The film dispenses with Mrs. Smith entirely, and by extension William’s more distasteful behavior. Instead, William (Henry Golding) is a sly figure who courts Anne and proposes to her while seeing Mrs. Clay (Lydia Rose Bewley) on the side. At the end of the film, William and Mrs. Clay are married. This series of changes makes very little sense. The film is, on the whole, uninterested in class, so its omission of Mrs. Smith is unsurprising, if disappointing. But William need not marry Mrs. Clay to keep her from marrying Mr. Elliot, as Austen’s novel shows. If he does choose to marry her, though, why bother courting Anne?

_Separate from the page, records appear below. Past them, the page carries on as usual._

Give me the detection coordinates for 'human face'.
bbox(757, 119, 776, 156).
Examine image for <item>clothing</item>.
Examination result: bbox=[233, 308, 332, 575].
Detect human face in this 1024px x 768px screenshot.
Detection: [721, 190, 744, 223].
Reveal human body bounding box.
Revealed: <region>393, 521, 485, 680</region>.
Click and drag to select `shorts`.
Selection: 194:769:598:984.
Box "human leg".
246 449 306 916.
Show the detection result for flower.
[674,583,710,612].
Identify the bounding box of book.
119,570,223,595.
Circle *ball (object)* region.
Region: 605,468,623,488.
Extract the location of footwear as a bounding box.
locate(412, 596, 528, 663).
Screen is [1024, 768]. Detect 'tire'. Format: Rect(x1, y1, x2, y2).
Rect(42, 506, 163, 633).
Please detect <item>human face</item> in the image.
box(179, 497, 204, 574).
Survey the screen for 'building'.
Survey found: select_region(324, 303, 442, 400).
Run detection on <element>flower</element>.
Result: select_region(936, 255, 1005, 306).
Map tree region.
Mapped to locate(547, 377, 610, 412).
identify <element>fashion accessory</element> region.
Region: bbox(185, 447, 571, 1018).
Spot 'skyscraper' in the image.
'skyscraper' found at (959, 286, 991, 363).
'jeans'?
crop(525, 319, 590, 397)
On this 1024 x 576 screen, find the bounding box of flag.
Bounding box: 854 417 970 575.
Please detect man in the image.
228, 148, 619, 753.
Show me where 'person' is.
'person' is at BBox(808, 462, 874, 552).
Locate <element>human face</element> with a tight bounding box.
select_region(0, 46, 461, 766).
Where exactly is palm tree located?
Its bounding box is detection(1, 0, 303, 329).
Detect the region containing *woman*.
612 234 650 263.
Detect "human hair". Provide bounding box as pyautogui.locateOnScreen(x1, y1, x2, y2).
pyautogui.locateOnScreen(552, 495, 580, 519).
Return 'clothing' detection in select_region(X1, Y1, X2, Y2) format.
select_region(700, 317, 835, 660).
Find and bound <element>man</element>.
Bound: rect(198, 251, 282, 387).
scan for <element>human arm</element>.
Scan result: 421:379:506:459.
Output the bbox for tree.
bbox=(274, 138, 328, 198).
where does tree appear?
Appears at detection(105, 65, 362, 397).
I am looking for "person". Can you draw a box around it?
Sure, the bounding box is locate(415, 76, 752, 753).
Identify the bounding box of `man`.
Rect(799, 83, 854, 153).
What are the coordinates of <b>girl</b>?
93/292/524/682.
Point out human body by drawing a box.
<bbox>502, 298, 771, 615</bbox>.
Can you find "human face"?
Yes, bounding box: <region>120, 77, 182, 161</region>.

These changes, in addition to being confusing, smooth over the most upsetting edges of Austen’s novel — a choice that is consistent with the film’s changes to the book’s melancholy tone. Though most today think of Austen as the first true romance novelist, her books were replete with satire and social commentary, some of which was depressing. Though Mrs. Smith’s situation is improved by the end of Persuasion, Austen still carefully depicts the circumstances of a widowed woman at the mercy of a heartless man who controls her finances; similarly, she does not shy away from the reality that a charming, wealthy man could persuade a woman from a lower social class to be his mistress.

This adaptation, however, erases all these uncomfortable complications, and instead presents a slick, meme-able version of the novel. Viewers may find the film entertaining, but it won’t stick with them long after the credits have run.